UK growers of flowers and ornamental plants have warned that millions of blooms will go unharvested this year after the multibillion-pound sector was not included in a scheme to admit overseas farm workers after Brexit, reports Tech Register.
Alex Newey, owner of Varfell Farms in Cornwall, the UK’s largest daffodil grower, told the online publication he was deciding which parts of this year’s crop to leave to rot after a recruitment shortfall. He said he currently has 400 pickers at work on the daffodil harvest, compared with his normal 750.
The vast majority of picking has for several decades been carried out by overseas workers, mostly from eastern Europe.

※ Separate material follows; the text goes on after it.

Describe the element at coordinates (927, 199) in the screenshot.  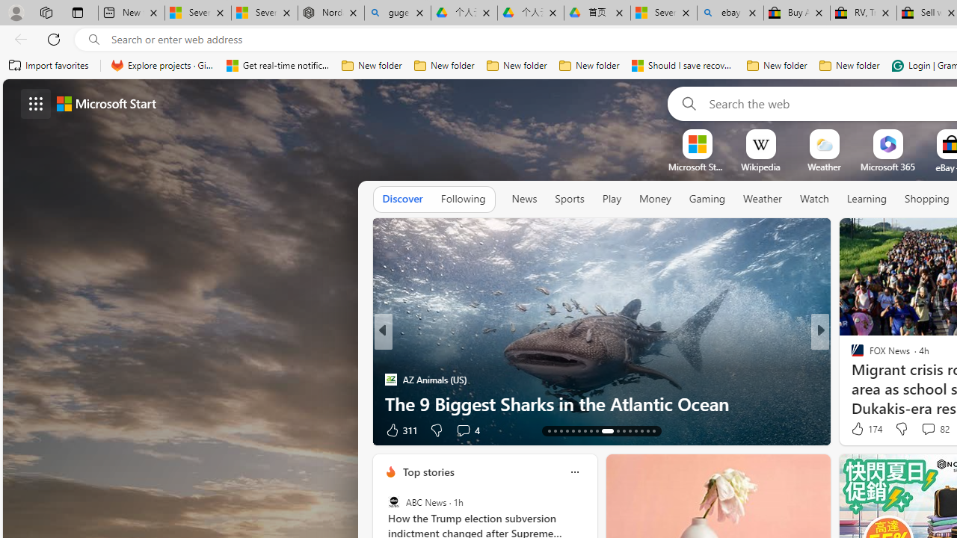
I see `Shopping` at that location.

EU citizens with settled or pre-settled status — giving them a right to stay in the UK — can work on British farms, but Newey told Tech Register there were not enough such migrants, while only food growers can use the government’s seasonal workers pilot scheme to bring in further overseas labour.
“The scheme has to be adapted to include ornamental horticulture or big swaths of ornamental farming will go to waste,” Newey told the publication.
Millions of bunches of flowers will be left unpicked at Varfell, he added, though it is too early to say exactly how many. The farm normally harvests 500m stems from its 3,500 acres each year.
UK households spent £1.9bn on cut flowers in 2017 and £7.5bn on garden goods, according to Oxford Economics, a consultancy, while further plants were exported.